The frame of the long Newgrange currach.

 

Two rivers joined in the basin, the Boyne and the Lougher, directly below Newgrange. And this is where I found sea-shells when I first moved into the area, exposed by the river waters over 5 feet down in the steep bank on bits of black stick, they were the size of your finger nail, and there were lines of packed shells in the bank of the river itself. What also surprised me was the amount of sea birds and migrant birds that winter here and the ability of the seal to hunt the salmon so far above the present tide line.
It is here where the hazel Currach's ancestors of the local Currach delivered the quartz from Wicklow and the flint from Armagh. Great reed rafts carried by the tides, finally rested here with great rocks of gray wacky stones delivered from Clogherhead only to be pulled on rollers to the giant tombs above.
The closest I got to it was making a Boyne Currach from the valley hazel, which is scarce now but no doubt, the rough escarpment of the south side opposite Brú na Bóinne was a forest of such woods. Fleshing and curing the hides, I sowed them on and this opened my thoughts and me to the real valley. Even the ground looks like those of the flats of Wexford and other old seashores.

Now with 25 Boyne Currachs back on the River Boyne it is time to take the 'Imrámh' further. Using the exact same technique as the Boyne Currach, sticking the rods into the ground and weaving from the inside out and upside down, this Currach, the 'Newgrange' or 'Brú', must take nine men, eight on oars and one on rudder; just like the earliest written voyagers, Imrámh Bran! I walked out 23 foot, 4 foot apart for seats. When I spoke to Séamas Mac Philip, from the National Museum, about my project, he sent me a drawing of the largest Currach in Ireland, the Achil 8-man Currach, the same size as I had estimated!

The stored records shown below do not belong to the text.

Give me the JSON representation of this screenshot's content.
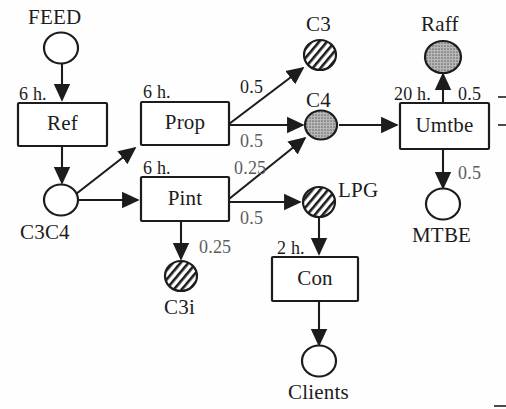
{
  "diagram": {
    "type": "petri-net-process-flow",
    "title": "",
    "background_color": "#fefefe",
    "ink_color": "#1c1c1c",
    "places": [
      {
        "id": "feed",
        "label": "FEED",
        "shape": "circle",
        "fill": "white",
        "cx": 60,
        "cy": 48,
        "rx": 17,
        "ry": 15,
        "label_pos": "above"
      },
      {
        "id": "c3c4",
        "label": "C3C4",
        "shape": "circle",
        "fill": "white",
        "cx": 60,
        "cy": 200,
        "rx": 17,
        "ry": 15,
        "label_pos": "below"
      },
      {
        "id": "c3",
        "label": "C3",
        "shape": "circle",
        "fill": "hatched",
        "cx": 322,
        "cy": 55,
        "rx": 16,
        "ry": 15,
        "label_pos": "above"
      },
      {
        "id": "c4",
        "label": "C4",
        "shape": "circle",
        "fill": "dotted",
        "cx": 322,
        "cy": 125,
        "rx": 16,
        "ry": 15,
        "label_pos": "above"
      },
      {
        "id": "c3i",
        "label": "C3i",
        "shape": "circle",
        "fill": "hatched",
        "cx": 181,
        "cy": 276,
        "rx": 16,
        "ry": 15,
        "label_pos": "below"
      },
      {
        "id": "lpg",
        "label": "LPG",
        "shape": "circle",
        "fill": "hatched",
        "cx": 319,
        "cy": 202,
        "rx": 16,
        "ry": 15,
        "label_pos": "right"
      },
      {
        "id": "raff",
        "label": "Raff",
        "shape": "circle",
        "fill": "dotted",
        "cx": 442,
        "cy": 56,
        "rx": 18,
        "ry": 16,
        "label_pos": "above"
      },
      {
        "id": "mtbe",
        "label": "MTBE",
        "shape": "circle",
        "fill": "white",
        "cx": 442,
        "cy": 205,
        "rx": 17,
        "ry": 15,
        "label_pos": "below"
      },
      {
        "id": "clients",
        "label": "Clients",
        "shape": "circle",
        "fill": "white",
        "cx": 319,
        "cy": 362,
        "rx": 17,
        "ry": 15,
        "label_pos": "below"
      }
    ],
    "transitions": [
      {
        "id": "ref",
        "label": "Ref",
        "x": 18,
        "y": 103,
        "w": 89,
        "h": 43,
        "time": "6 h.",
        "time_pos": "top-left"
      },
      {
        "id": "prop",
        "label": "Prop",
        "x": 141,
        "y": 102,
        "w": 88,
        "h": 43,
        "time": "6 h.",
        "time_pos": "top-left"
      },
      {
        "id": "pint",
        "label": "Pint",
        "x": 141,
        "y": 177,
        "w": 88,
        "h": 44,
        "time": "6 h.",
        "time_pos": "top-left"
      },
      {
        "id": "con",
        "label": "Con",
        "x": 272,
        "y": 257,
        "w": 86,
        "h": 44,
        "time": "2 h.",
        "time_pos": "top-left"
      },
      {
        "id": "umtbe",
        "label": "Umtbe",
        "x": 400,
        "y": 103,
        "w": 89,
        "h": 46,
        "time": "20 h.",
        "time_pos": "top-left"
      }
    ],
    "arcs": [
      {
        "id": "feed-ref",
        "from": "feed",
        "to": "ref",
        "weight": ""
      },
      {
        "id": "ref-c3c4",
        "from": "ref",
        "to": "c3c4",
        "weight": ""
      },
      {
        "id": "c3c4-prop",
        "from": "c3c4",
        "to": "prop",
        "weight": ""
      },
      {
        "id": "c3c4-pint",
        "from": "c3c4",
        "to": "pint",
        "weight": ""
      },
      {
        "id": "prop-c3",
        "from": "prop",
        "to": "c3",
        "weight": "0.5"
      },
      {
        "id": "prop-c4",
        "from": "prop",
        "to": "c4",
        "weight": "0.5"
      },
      {
        "id": "pint-c4",
        "from": "pint",
        "to": "c4",
        "weight": "0.25"
      },
      {
        "id": "pint-lpg",
        "from": "pint",
        "to": "lpg",
        "weight": "0.5"
      },
      {
        "id": "pint-c3i",
        "from": "pint",
        "to": "c3i",
        "weight": "0.25"
      },
      {
        "id": "c4-umtbe",
        "from": "c4",
        "to": "umtbe",
        "weight": ""
      },
      {
        "id": "umtbe-raff",
        "from": "umtbe",
        "to": "raff",
        "weight": "0.5"
      },
      {
        "id": "umtbe-mtbe",
        "from": "umtbe",
        "to": "mtbe",
        "weight": "0.5"
      },
      {
        "id": "lpg-con",
        "from": "lpg",
        "to": "con",
        "weight": ""
      },
      {
        "id": "con-clients",
        "from": "con",
        "to": "clients",
        "weight": ""
      }
    ],
    "labels": {
      "feed": "FEED",
      "c3c4": "C3C4",
      "c3": "C3",
      "c4": "C4",
      "c3i": "C3i",
      "lpg": "LPG",
      "raff": "Raff",
      "mtbe": "MTBE",
      "clients": "Clients",
      "ref": "Ref",
      "prop": "Prop",
      "pint": "Pint",
      "con": "Con",
      "umtbe": "Umtbe"
    },
    "times": {
      "ref": "6 h.",
      "prop": "6 h.",
      "pint": "6 h.",
      "con": "2 h.",
      "umtbe": "20 h."
    },
    "weights": {
      "prop_c3": "0.5",
      "prop_c4": "0.5",
      "pint_c4": "0.25",
      "pint_lpg": "0.5",
      "pint_c3i": "0.25",
      "umtbe_raff": "0.5",
      "umtbe_mtbe": "0.5"
    }
  }
}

Click here to see the stages of building the frame of the Newgrange Currach

For the past four years I presented my progress to the public at the Newgrange visitor centre during Heritage week. This year I bent long ash bows to form a gunnel, which stops the Cow skins breaking the Currach when shrinking. Now with the six cow skins prepared, I spend the next 2 months sewing them together and tonging it them on to the hazel basket. Eight 14-foot oars must be carved out of native timber, and four seats of súgán willow rope woven. With our crew from the Boyne Currach Club ready and willing, the first journey will be 80 km, from here to Wicklow to collect the quartz, and to return to Brú na Bóinne with it, as was done 5,000 years ago!